Our results indicate that pre-stroke educational attainment is an independent predictor of ICH severity and prognosis; those patients with high school only education were 1.61 times more likely to have an ICH volume of greater than 30mL and 2.37 times more likely to have a high ICH score when compared to college diplomates. In our sample, 85.0% of patients had some high school education, with most being high school diplomates (78.3%), and 14.9% of patients were college diplomates. US Census data for educational attainment from 1940 until 2000 was published in 2006 by deciles of age; for adults over the age of 50, the average percentage of high school diplomates was 73.8%24. While more current census data by age decile is not yet available, the percentage of the population with high school diplomas continues to increase; in 2011, 87.6% of people over the age of 25 had high school diplomas which increased to 91.1% in 202125. Our cohort was recruited from 1994 until 2020 and likely represents a slightly more educated population than the national average. However, even in a slightly more educated cohort, the effect of educational attainment impacted stroke severity and prognosis, highlighting the role of social determinants in hemorrhagic stroke.
Despite decades of investigative trials and research in hemorrhagic stroke, few studies have explored the role of educational attainment in a stroke population. One study showed that while higher educational attainment was protective for incident ischemic strokes, the same relationship was not true for hemorrhagic stroke patients26. However, this study examined only 97 total cases of hemorrhagic stroke. Our findings represent a much larger sample and align with previous studies examining the effect of education on all-cause mortality, cardiovascular events, and ischemic stroke9,27.The novel findings that educational attainment impacts ICH severity and prognosis implies two potential mechanisms. First, educational attainment could be a surrogate marker for other social determinants that impact overall health; for example, those with lower education likely had less exposure or access to preventative health services or had more exposures to environments that worsened traditional clinical risk factors4,7, 20–22,27,28. Similarly, those with higher education may have had more exposure to health services through their life course or had more exposures to environments that decreased traditional clinical risk factors. A recent large, international prospective cohort study across 21 diverse countries also found that in 155,722 patients, low education was more predictive of all-cause mortality than hypertension, and contributed just as much, if not more, attributable risk for both cardiovascular and stroke events than tobacco use3.
A second potential mechanism is that educational attainment impacts health literacy and the ability to access, understand, and navigate a complex health system and eventually leads to increased exposure of traditional clinical risk factors or less access to healthcare. For several years, there have been dedicated efforts to implement universal precautions to use plain language in primary care settings to make information more accessible, understandable, and actionable for patients29,30. However, these principles have not yet influenced primary or secondary prevention strategies for stroke. Our finding that educational attainment is associated with stroke severity has important clinical implications for stroke care, health literacy, and health equity and healthcare access for all patients.
Limitations of this study include the relatively homogenous population of patients admitted to MGH; most of our patients are racially white and are classified as middle-income. Our cohort also represents an older population than in previously studied stroke cohorts9,12,13,28,31. However, even in this population, educational attainment was similar to national levels from 1994–2020. Next, we did not record number of years of education for those 170 patients in our sample without high school diplomas. We also did not have this information for the rest of our cohort. We instead chose a dichotomization of educational attainment based on extensive prior research suggesting the dominant dimension of degrees, not years of education, in mortality or disease-specific outcomes. Lastly, a notable finding in our results was that a pre-stroke diagnosis of HTN was an independent predictor of the ICH volume but not ICH score. The limitation of our measure is that HTN is a dichotomous yes/no measure and does not capture the severity or duration of a patient’s hypertension leading to decreased specificity of the value measured.
Future studies should investigate the impact of educational attainment on stroke recovery in more diverse populations, as other social determinants not captured in our cohort could play an impactful role besides educational attainment alone. Next, given that the link between education and stroke risk is now established, future studies should focus on identifying the impact of educational attainment on exposures to traditional clinical risk factors, health care access, and health-related behaviors prior to incident stroke. Our findings demonstrate the need for further research to elucidate the relationship between the social determinants of health in ICH.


● **To do**: Set down all of the entries below exactly, and omit the pictures.

══ Dataset records

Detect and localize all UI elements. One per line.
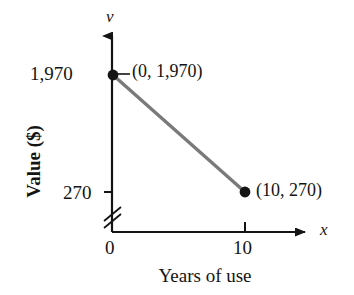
point-annotation-second: (10, 270) <box>256 181 322 199</box>
x-tick-label-0: 0 <box>105 238 115 257</box>
plot-area <box>0 0 354 295</box>
point-annotation-first: (0, 1,970) <box>132 62 203 80</box>
data-line-segment <box>113 75 245 192</box>
x-axis-title: Years of use <box>135 266 275 285</box>
x-tick-label-10: 10 <box>233 238 252 257</box>
data-point-0-1970 <box>108 70 119 81</box>
data-point-10-270 <box>240 187 251 198</box>
y-axis-variable-label: v <box>106 8 114 25</box>
y-axis-title: Value ($) <box>24 107 43 217</box>
y-tick-label-270: 270 <box>63 183 92 202</box>
x-axis-variable-label: x <box>320 221 328 238</box>
line-graph-figure: v x 1,970 270 0 10 (0, 1,970) (10, 270) … <box>0 0 354 295</box>
y-tick-label-1970: 1,970 <box>30 64 73 83</box>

════

● **Task answer**:
Detect and localize all UI elements. One per line.
point-annotation-second: (10, 270) <box>256 181 322 199</box>
x-tick-label-0: 0 <box>105 238 115 257</box>
plot-area <box>0 0 354 295</box>
point-annotation-first: (0, 1,970) <box>132 62 203 80</box>
data-line-segment <box>113 75 245 192</box>
x-axis-title: Years of use <box>135 266 275 285</box>
x-tick-label-10: 10 <box>233 238 252 257</box>
data-point-0-1970 <box>108 70 119 81</box>
data-point-10-270 <box>240 187 251 198</box>
y-axis-variable-label: v <box>106 8 114 25</box>
y-axis-title: Value ($) <box>24 107 43 217</box>
y-tick-label-270: 270 <box>63 183 92 202</box>
x-axis-variable-label: x <box>320 221 328 238</box>
line-graph-figure: v x 1,970 270 0 10 (0, 1,970) (10, 270) … <box>0 0 354 295</box>
y-tick-label-1970: 1,970 <box>30 64 73 83</box>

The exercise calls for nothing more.